Think about a block of some material, made of atoms. It could be a block of something that looks like a crystal, or a block of something that does not. Internally, we would say the block is built with a crystallographically defined structure, as such crystallographic annotation is listed in the full periodic table for that material. Atoms have accumulated together to form the block of material. Those atoms are held together with forces that adhere to the crystallography of that particular material. The forces are composed of dipole moments of energy, of nodes, of vertices, and such. Think about thousands (really millions, trillions) of cubes stacked neatly into the mass you are holding in your hand.
Now envision that the chunk of cubes is rendered as a stick diagram, where the “junctions” of the sticks are shown as little balls. This would be similar to the chemistry “sticks and marbles” diagrams that are often used in classrooms. But, with this diagram we are showing the crystallographically defined structure of the material instead of the arrangement of molecules for purposes of chemistry.
OK, with that vision in your head, of sticks and marbles making a stack of cubes (3D, in all directions) – we will now go further.
When energy percolates thru a material, it goes from node to node. So, it goes from one little ball to another little ball. It does NOT go thru the middle of a “side” face of a cube, for instance. It instead goes from marble to marble, dot to dot. That is how energy propagates through a material mass. Now, within the mass, a wave may form. So, the topology of the percolation may be such that propagation proceeds in the manner/form of a wave. But, the energy transit itself is dot-to-dot. The energy itself is longitudinal.
Within a mass, there may be an almost straight path from one side to the other, percolating from marble-to-marble, and there may be a longer wavey path that takes forever because it percolates up and down, or “zigzags” from one side to the other of the chunk of material. We call the two different paths names denoted by their path-lengths. One is the short path, and one is the long path. In the case of the shortest short path, we have very speedy transfer of energy. In the case of the wavey path, we have much slower transfer. So, accordingly, we call the short path the fast path, and the long path the slow path.
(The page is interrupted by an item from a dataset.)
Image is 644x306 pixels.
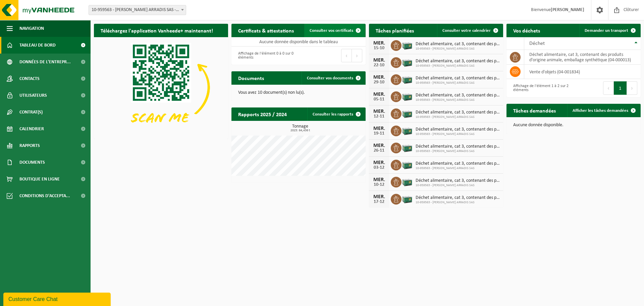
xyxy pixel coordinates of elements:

Not all materials have many paths. Some have one path, some have two, some have three, etc. When a crystal material has two paths (a short and long, fast and slow) – we say it is bifringent. Many crystals that create entangled photon pairs are bifringent. Current science believes that a slow path and long path photon, moving coincidentally, become entangled. This is false in my opinion. Both photons are fast photons.
Otherwise, synchronization would be fast in one direction, and slow in the other. Also, Wilburforce pendulums panic when confronted with such a thing. Wilburforce/Wilberforce pendulums like balance. I’ve seen both spellings.
My theory is that the self-assembling Lyotropic aether propagates by percolation. It doesn’t matter if there is a refraction and attendant transverse “wave” – the percolation is the driving longitudinal force. So, all energy transfer is baseline longitudinal, and transverse in secondary form derivatives.
Note: the author is a writer on technical subjects in some areas, of novels, and of other literature, but does not have any formal credentials related to the medical field, or in physics. Thus, this all constitutes an opinion of what might be possible, based on his own hobby-level knowledge quests.